Album Review: Tomato Flower – No

[Ramp Local; 2024]

If you don’t know the story behind the creation of Tomato Flower’s No, then don’t worry, as it becomes apparent pretty quickly. During the creation of Baltimore-based band’s debut album, co-vocalists Jamison Murphy and Austyn Wohlers broke up, creating a tension that makes near enough every line uttered across its 12 tracks feel like a pointed barb. Listening to the album can feel akin to walking in on an argument between friends and not knowing whether to back away quietly or stand stock still in the doorway in case you make the situation worse by drawing attention to your presence. ”How do you feel?” they asked back on the 2022 track “Fancy”. On No there’s little to no doubt as to the answer to that question.

This makes picking out lines and applying them to this context an easy game in itself. Murphy’s defiant, guttural yelps on lead single “Destroyer” are perhaps the most pointed moment; it feels drawn from a moment of raw emotion, veering away from exactitude and precision and instead funnelling pure vitriol. “I know it’s gonna hurt me still / Without a thought I’m full of hate,” they coarsely indite. At the other end of the record the black bile bubbles up again, asking “Love let it down, why can’t I?” with a forced smile and an air of hopelessness amidst the short burst of anger.

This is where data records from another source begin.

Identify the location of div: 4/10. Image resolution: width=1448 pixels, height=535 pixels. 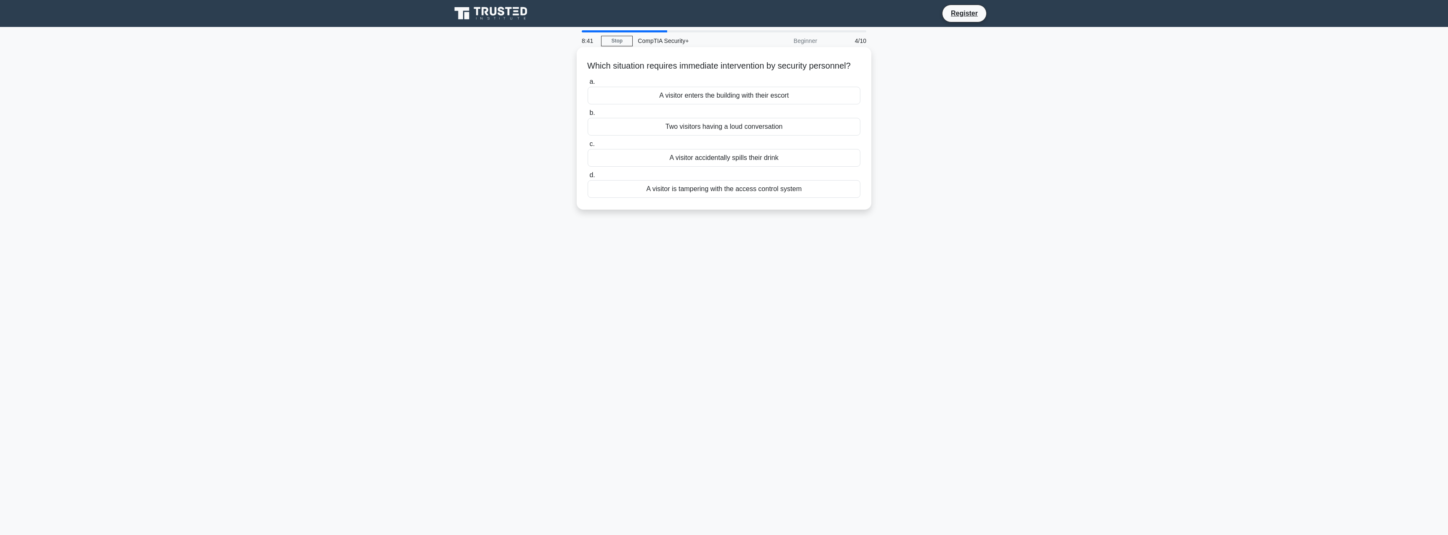
(846, 41).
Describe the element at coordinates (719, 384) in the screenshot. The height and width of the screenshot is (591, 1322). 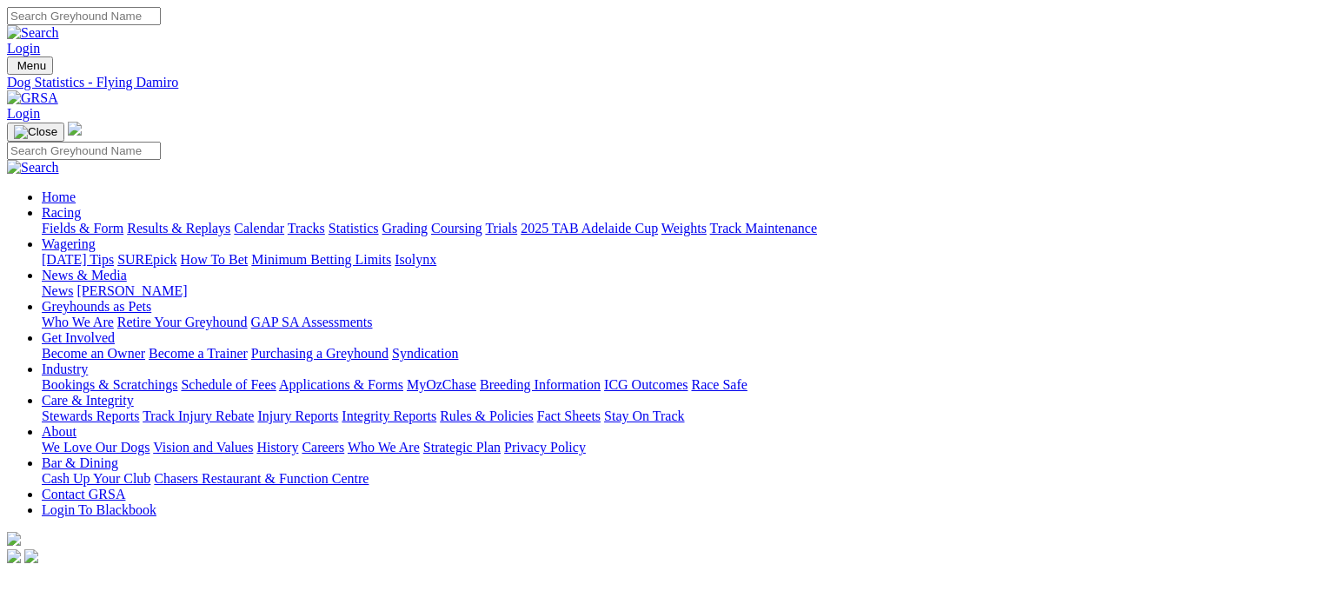
I see `a: Race Safe` at that location.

Wohlers, on the other hand, with her airier voice, delivers jabs with a more plainfaced and calm directness, the kind that knows where the jugular is and isn’t afraid to hold a sword to it. “In time I found you started it,” she goads on opening track “Saint” while on “Do It” she addresses the bitterness of never doing what she wanted to do. After taunting an answer out of her target (“Why don’t you show me what you mean? / I already told you how I feel”) she lets out a large exhale at the other end of the song as if to signal she’s done with the bickering and just wants to sit alone in the spaces she always wanted to go.

This tension comes out in the music too. Where there was sweet and brief dreaminess on their early EPs, there are now knotty and prickly contortions of guitar, rhythms and time signatures that have more in common with free jazz than indie pop. “Radical” leads on needly guitar notes before plunging into a discordant abyss; “Temple of the Mind” creates a squall of psychedelic  electric guitar squiggles, channelling what feels like a fevered excitement; the switchy “Magdalene” sounds like vintage infomercials from the 70s spliced up; and “No” flaunts an obtuse rhythm that shakes the listener off at each turn.

Gone is the pillowy wash of their first EPs, and tracked for the first time in the studio, a brashness takes over on the album; there seems to be less concern with smoothness and more interest in jarring textures. For the most part, No isn’t any kind of easy listen, but the four piece don’t seem out to make happy-go-lucky indie ditties. The songs here feel like a deconstruction of their music, tangled storms that don’t want to be untied. 

Sometimes it all comes together, especially when there seems to be a clear throughline. “Harlequin” is surprisingly breezy, chirpy keys and drops of fun percussion making for a likeable swagger that doesn’t require much attention to the more abstract lyrics. “Lost Lunar One” sports some doomed piano chords that sound picked from a 50s sci-fi movie, and even though the track’s metaphor isn’t treated with much subtlety, it’s forgivable given the not-so-subtle situation looming overhead. Meanwhile 95 second “Destroyer”, with its upfront wrath, is full of charged energy that doesn’t dare stay past its welcome and stands out as the most memorable moment here. 

With its references to “stonelight and metal” (inspired by Gerard de Nerval images) “Sally & Me” touches on the crux of the album, the push and pull between band members playing and singing what feel like different songs together at the same time; it’s not so much chalk and cheese as it is firepit and icestorm. Sometimes it feels like the band are lost, trying to keep up with each other, starting and stopping in moments that could be excused as intentional from a certain obtuse angle. (One thinks of the final scene from Whiplash where drummer Andrew Neiman tries to keep up with an avant jazz song he doesn’t know.) Consider No’s album cover: all the band members are stood holding different trinkets, trophies, and possessions. Sure, there’s a fascinating friction here, but often No feels like the members of Tomato Flower playing in their own direction and for their own personal causes.